Williamson Technique applied to Uta Hagen’s Character Conditions
An Uta Hagen Centennial Workshop
Presented by Janice Orlandi
Williamson Technique is a physical technique for actors developed by Loyd Williamson to expand your physical, emotional and expressive range by integrating the connections between your body, voice, instinct, five senses and imagination. We explore how the body processes experience through the five senses into truthful behavior while involved in the circumstances and relationships of the imaginary world of the play. Through this rigorous movement technique — applying qualities of space, weight, time, qualities, of Movement, the five senses, atmospheric shifts, and exploration of the imaginary world though sensory contact and movement — you develop a flexible, responsive, emotionally available and vocally alive instrument.The practice of a this psychophysical technique is designed to explore, develop, and expand the actor’s process oriented “Tool Kit.”
We apply Williamson Technique to Uta Hagen’s Character Conditions exercise, exploring the physical process of creating a character with “conditions” such as cold, hot or sleepy, and “Altered States” or impediments such as drunk or drugged. With applications to dramatic texts from theatre or film that require or imply a character with a physical condition, impediment or altered state, we explore archetypal essences, qualities and atmospheres for activating the body in space. Using a variety of ensemble building, and devising methods we find gesture, action and story, leading to devised, emotionally charged and atmospheric movement improvisations, incorporating altered speech and vocal shifts or qualities as well as physical shifts in space, weight, tempo and effort, to create the illusion and physical attributes of an altered state or character conditions.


* [Activity]: Give back the full listing as written. No pictures go with it.

* [Records shown]:
- - - - - - -
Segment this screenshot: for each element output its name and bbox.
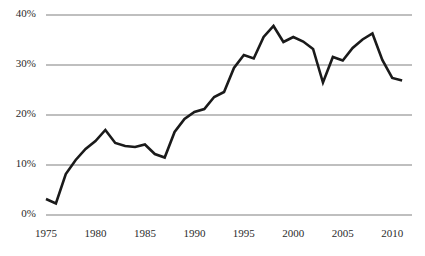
y-axis-tick-label: 10% — [2, 157, 36, 169]
x-axis-tick-label: 1990 — [174, 227, 214, 239]
chart-plot-area — [0, 0, 425, 256]
x-axis-tick-label: 2005 — [323, 227, 363, 239]
y-axis-tick-label: 40% — [2, 7, 36, 19]
x-axis-tick-label: 1980 — [75, 227, 115, 239]
x-axis-tick-label: 1975 — [26, 227, 66, 239]
y-axis-tick-label: 30% — [2, 57, 36, 69]
x-axis-tick-label: 2010 — [372, 227, 412, 239]
y-axis-tick-label: 20% — [2, 107, 36, 119]
x-axis-tick-label: 2000 — [273, 227, 313, 239]
x-axis-tick-label: 1995 — [224, 227, 264, 239]
x-axis-tick-label: 1985 — [125, 227, 165, 239]
y-axis-tick-label: 0% — [2, 207, 36, 219]
line-chart: 0%10%20%30%40% 1975198019851990199520002… — [0, 0, 425, 256]
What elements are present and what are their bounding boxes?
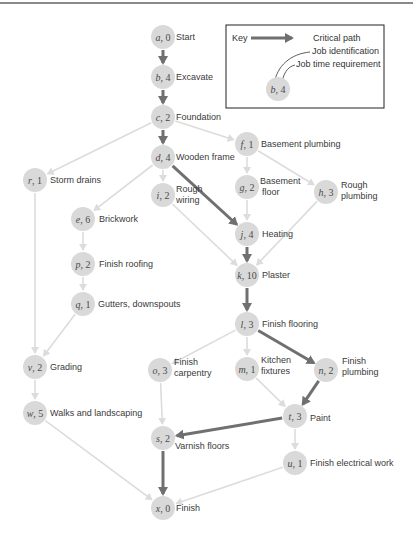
job-node-b: b, 4Excavate — [151, 65, 213, 89]
job-node-c: c, 2Foundation — [151, 105, 221, 129]
node-id-time: r, 1 — [28, 175, 42, 186]
job-node-j: j, 4Heating — [235, 222, 293, 246]
critical-arrow-t-s — [177, 418, 282, 436]
arrow-c-f — [175, 121, 233, 140]
job-node-t: t, 3Paint — [283, 404, 331, 428]
legend-title: Key — [232, 33, 248, 43]
job-label: Basementfloor — [260, 176, 301, 197]
node-id-time: e, 6 — [76, 214, 90, 225]
arrow-m-t — [256, 378, 285, 406]
job-node-g: g, 2Basementfloor — [235, 175, 301, 199]
node-id-time: j, 4 — [239, 229, 254, 240]
node-id-time: x, 0 — [155, 503, 170, 514]
job-node-k: k, 10Plaster — [235, 263, 290, 287]
job-label: Basement plumbing — [261, 139, 341, 149]
job-label: Finish electrical work — [310, 458, 394, 468]
job-node-q: q, 1Gutters, downspouts — [71, 292, 181, 316]
legend-job-time: Job time requirement — [296, 59, 381, 69]
arrow-d-e — [94, 165, 153, 210]
job-label: Excavate — [176, 72, 213, 82]
node-id-time: g, 2 — [240, 182, 255, 193]
job-label: Finish roofing — [99, 259, 153, 269]
node-id-time: a, 0 — [156, 32, 171, 43]
node-id-time: b, 4 — [156, 72, 171, 83]
job-label: Grading — [50, 362, 82, 372]
job-node-f: f, 1Basement plumbing — [235, 132, 341, 156]
node-id-time: k, 10 — [237, 270, 256, 281]
node-id-time: i, 2 — [157, 190, 170, 201]
node-id-time: q, 1 — [76, 299, 91, 310]
arrow-q-v — [44, 314, 76, 356]
job-label: Start — [176, 32, 196, 42]
arrow-o-s — [161, 383, 163, 424]
job-label: Roughwiring — [175, 184, 203, 205]
job-label: Kitchenfixtures — [261, 355, 291, 376]
legend-job-id: Job identification — [312, 46, 379, 56]
job-node-p: p, 2Finish roofing — [71, 252, 153, 276]
job-label: Varnish floors — [175, 441, 230, 451]
job-node-d: d, 4Wooden frame — [151, 145, 235, 169]
job-label: Finishplumbing — [342, 356, 379, 377]
job-label: Wooden frame — [176, 152, 235, 162]
node-id-time: f, 1 — [241, 139, 254, 150]
node-id-time: m, 1 — [238, 364, 255, 375]
node-id-time: v, 2 — [28, 362, 42, 373]
job-node-r: r, 1Storm drains — [23, 168, 102, 192]
arrow-c-r — [48, 123, 152, 174]
legend-sample-text: b, 4 — [271, 84, 286, 95]
node-id-time: w, 5 — [27, 408, 44, 419]
node-id-time: t, 3 — [289, 411, 302, 422]
job-label: Finish flooring — [262, 319, 318, 329]
node-id-time: d, 4 — [156, 152, 171, 163]
job-label: Gutters, downspouts — [98, 299, 181, 309]
job-label: Foundation — [176, 112, 221, 122]
job-node-n: n, 2Finishplumbing — [314, 356, 379, 382]
arrow-u-x — [176, 467, 282, 503]
arrow-w-x — [45, 421, 151, 500]
project-network-diagram: a, 0Startb, 4Excavatec, 2Foundationd, 4W… — [0, 0, 413, 535]
job-node-x: x, 0Finish — [151, 496, 200, 520]
job-label: Plaster — [262, 270, 290, 280]
job-label: Heating — [262, 229, 293, 239]
job-node-o: o, 3Finishcarpentry — [148, 357, 212, 382]
job-label: Storm drains — [50, 175, 102, 185]
job-node-v: v, 2Grading — [23, 355, 82, 379]
job-node-i: i, 2Roughwiring — [151, 183, 203, 207]
job-node-m: m, 1Kitchenfixtures — [235, 355, 291, 381]
job-node-h: h, 3Roughplumbing — [314, 180, 378, 204]
job-node-l: l, 3Finish flooring — [235, 312, 318, 336]
job-label: Walks and landscaping — [50, 408, 142, 418]
node-id-time: p, 2 — [75, 259, 91, 270]
job-label: Finish — [176, 503, 200, 513]
legend-critical-path: Critical path — [313, 33, 361, 43]
node-id-time: h, 3 — [319, 187, 334, 198]
node-id-time: u, 1 — [288, 458, 303, 469]
job-label: Brickwork — [99, 214, 139, 224]
job-label: Roughplumbing — [341, 180, 378, 201]
job-label: Finishcarpentry — [174, 357, 212, 378]
arrow-i-k — [172, 204, 237, 265]
node-id-time: n, 2 — [319, 365, 334, 376]
legend-key: Key Critical path Job identification Job… — [226, 25, 384, 108]
node-id-time: s, 2 — [156, 433, 170, 444]
job-node-u: u, 1Finish electrical work — [283, 451, 394, 475]
job-node-a: a, 0Start — [151, 25, 196, 49]
node-id-time: o, 3 — [153, 365, 168, 376]
job-node-w: w, 5Walks and landscaping — [23, 401, 142, 425]
node-id-time: c, 2 — [156, 112, 170, 123]
job-label: Paint — [310, 413, 331, 423]
critical-arrow-n-t — [303, 381, 319, 405]
node-id-time: l, 3 — [241, 319, 254, 330]
job-node-e: e, 6Brickwork — [71, 207, 139, 231]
- - - - - - -
* [Result]:
Segment this screenshot: for each element output its name and bbox.
y-axis-tick-label: 10% — [2, 157, 36, 169]
x-axis-tick-label: 1990 — [174, 227, 214, 239]
chart-plot-area — [0, 0, 425, 256]
x-axis-tick-label: 2005 — [323, 227, 363, 239]
y-axis-tick-label: 40% — [2, 7, 36, 19]
x-axis-tick-label: 1980 — [75, 227, 115, 239]
x-axis-tick-label: 1975 — [26, 227, 66, 239]
y-axis-tick-label: 30% — [2, 57, 36, 69]
x-axis-tick-label: 2010 — [372, 227, 412, 239]
y-axis-tick-label: 20% — [2, 107, 36, 119]
x-axis-tick-label: 2000 — [273, 227, 313, 239]
x-axis-tick-label: 1995 — [224, 227, 264, 239]
x-axis-tick-label: 1985 — [125, 227, 165, 239]
y-axis-tick-label: 0% — [2, 207, 36, 219]
line-chart: 0%10%20%30%40% 1975198019851990199520002… — [0, 0, 425, 256]
What elements are present and what are their bounding boxes?
job-node-b: b, 4Excavate — [151, 65, 213, 89]
job-node-c: c, 2Foundation — [151, 105, 221, 129]
node-id-time: r, 1 — [28, 175, 42, 186]
job-node-j: j, 4Heating — [235, 222, 293, 246]
critical-arrow-t-s — [177, 418, 282, 436]
arrow-c-f — [175, 121, 233, 140]
job-node-t: t, 3Paint — [283, 404, 331, 428]
legend-title: Key — [232, 33, 248, 43]
job-label: Basementfloor — [260, 176, 301, 197]
node-id-time: e, 6 — [76, 214, 90, 225]
arrow-m-t — [256, 378, 285, 406]
job-node-g: g, 2Basementfloor — [235, 175, 301, 199]
node-id-time: j, 4 — [239, 229, 254, 240]
node-id-time: x, 0 — [155, 503, 170, 514]
job-node-k: k, 10Plaster — [235, 263, 290, 287]
job-label: Basement plumbing — [261, 139, 341, 149]
job-label: Finish electrical work — [310, 458, 394, 468]
job-node-q: q, 1Gutters, downspouts — [71, 292, 181, 316]
legend-job-time: Job time requirement — [296, 59, 381, 69]
arrow-d-e — [94, 165, 153, 210]
job-label: Excavate — [176, 72, 213, 82]
node-id-time: g, 2 — [240, 182, 255, 193]
job-label: Finish roofing — [99, 259, 153, 269]
node-id-time: a, 0 — [156, 32, 171, 43]
node-id-time: b, 4 — [156, 72, 171, 83]
job-label: Grading — [50, 362, 82, 372]
job-node-f: f, 1Basement plumbing — [235, 132, 341, 156]
node-id-time: k, 10 — [237, 270, 256, 281]
node-id-time: i, 2 — [157, 190, 170, 201]
node-id-time: q, 1 — [76, 299, 91, 310]
arrow-q-v — [44, 314, 76, 356]
job-label: Start — [176, 32, 196, 42]
arrow-o-s — [161, 383, 163, 424]
job-label: Roughwiring — [175, 184, 203, 205]
job-label: Kitchenfixtures — [261, 355, 291, 376]
legend-job-id: Job identification — [312, 46, 379, 56]
job-node-p: p, 2Finish roofing — [71, 252, 153, 276]
job-label: Varnish floors — [175, 441, 230, 451]
job-node-d: d, 4Wooden frame — [151, 145, 235, 169]
job-label: Finishplumbing — [342, 356, 379, 377]
job-label: Wooden frame — [176, 152, 235, 162]
node-id-time: f, 1 — [241, 139, 254, 150]
node-id-time: m, 1 — [238, 364, 255, 375]
node-id-time: v, 2 — [28, 362, 42, 373]
job-node-r: r, 1Storm drains — [23, 168, 102, 192]
arrow-c-r — [48, 123, 152, 174]
legend-sample-text: b, 4 — [271, 84, 286, 95]
node-id-time: w, 5 — [27, 408, 44, 419]
node-id-time: t, 3 — [289, 411, 302, 422]
job-label: Finish flooring — [262, 319, 318, 329]
node-id-time: d, 4 — [156, 152, 171, 163]
job-label: Gutters, downspouts — [98, 299, 181, 309]
job-label: Foundation — [176, 112, 221, 122]
job-node-n: n, 2Finishplumbing — [314, 356, 379, 382]
arrow-u-x — [176, 467, 282, 503]
arrow-w-x — [45, 421, 151, 500]
project-network-diagram: a, 0Startb, 4Excavatec, 2Foundationd, 4W… — [0, 0, 413, 535]
job-node-x: x, 0Finish — [151, 496, 200, 520]
job-label: Plaster — [262, 270, 290, 280]
job-label: Heating — [262, 229, 293, 239]
job-node-o: o, 3Finishcarpentry — [148, 357, 212, 382]
job-label: Storm drains — [50, 175, 102, 185]
job-node-v: v, 2Grading — [23, 355, 82, 379]
job-node-i: i, 2Roughwiring — [151, 183, 203, 207]
job-node-m: m, 1Kitchenfixtures — [235, 355, 291, 381]
job-node-h: h, 3Roughplumbing — [314, 180, 378, 204]
job-node-l: l, 3Finish flooring — [235, 312, 318, 336]
job-label: Walks and landscaping — [50, 408, 142, 418]
node-id-time: p, 2 — [75, 259, 91, 270]
job-label: Finish — [176, 503, 200, 513]
legend-critical-path: Critical path — [313, 33, 361, 43]
node-id-time: h, 3 — [319, 187, 334, 198]
node-id-time: u, 1 — [288, 458, 303, 469]
job-label: Brickwork — [99, 214, 139, 224]
job-label: Roughplumbing — [341, 180, 378, 201]
job-label: Finishcarpentry — [174, 357, 212, 378]
arrow-i-k — [172, 204, 237, 265]
node-id-time: n, 2 — [319, 365, 334, 376]
legend-key: Key Critical path Job identification Job… — [226, 25, 384, 108]
node-id-time: s, 2 — [156, 433, 170, 444]
job-node-u: u, 1Finish electrical work — [283, 451, 394, 475]
job-node-a: a, 0Start — [151, 25, 196, 49]
node-id-time: o, 3 — [153, 365, 168, 376]
job-node-w: w, 5Walks and landscaping — [23, 401, 142, 425]
node-id-time: c, 2 — [156, 112, 170, 123]
job-label: Paint — [310, 413, 331, 423]
critical-arrow-n-t — [303, 381, 319, 405]
node-id-time: l, 3 — [241, 319, 254, 330]
job-node-e: e, 6Brickwork — [71, 207, 139, 231]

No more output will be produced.